Court to decide access to classified prison files
Nicosia criminal court ruled on Thursday that it will take it upon itself to determine which case files should be deemed classified or secret, in the trial involving the theft of a trove of documents from the central prisons.
On trial are the former director of the prisons Anna Aristotelous, former vice-director Athena Demetriou, five prison wardens and a former employee of the prisons who is now a police officer.
The indictment includes conspiracy to commit a felony, abuse of power, violation of official confidentiality, personal data processing offenses, theft by a civil servant, violation of the security rules for classified documents and illegal possession of property.
The documents cache was found in April 2025 in the house of a chief prison warden. There were approximately 48,000 documents.
Police had been searching the premises as part of an investigation into a different case.

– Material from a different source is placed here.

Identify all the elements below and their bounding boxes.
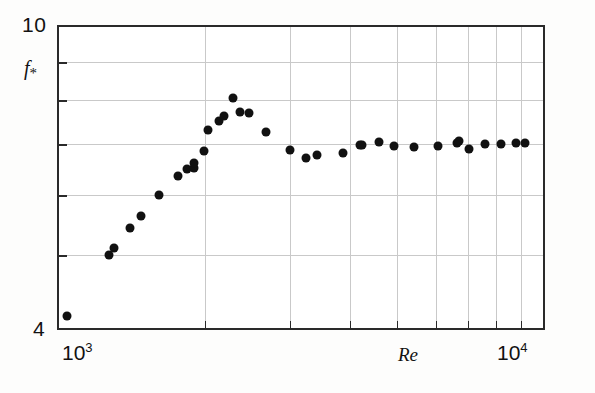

Many of the documents are marked ‘confidential’ and ‘secret’ and are believed to have been removed illegally from the prisons between November and December 2022.
Aristotelous was serving as director of the central prisons at the time of the alleged unlawful removal of the documents, before leaving the post in late December 2022.
The eight defendants have yet to enter a plea. Their lawyers want access to all the material before their clients plead innocent or guilty.
The trial is still in the discovery stage. Discovery is the pre-trial process where opposing parties exchange information, evidence, and witness lists to prevent ‘trial by ambush’ and narrow disputed issues.
On Thursday, attorneys for the defendants argued they must have access to, or at least be able to review, all documents in the prosecution’s possession.
Otherwise, they asserted, they would be “arguing blind” in court.
Prosecutors have not shared roughly 2,900 documents with the defence. They say these are highly sensitive, as they relate to attorney-client conversations as well as maps of the central prisons. Sharing these in open proceedings might jeopardise national security.
The prosecutors added that copies of these withheld documents have been shared. The files indicate the subject, the classification and the date – but the content is redacted.
But the defence wants full access, posing the issue of a fair trial.
After hearing both sides, the court decided that it will review the documents in question and decide which can be shared with the defendants.
The next hearing in the case has been scheduled for April 24.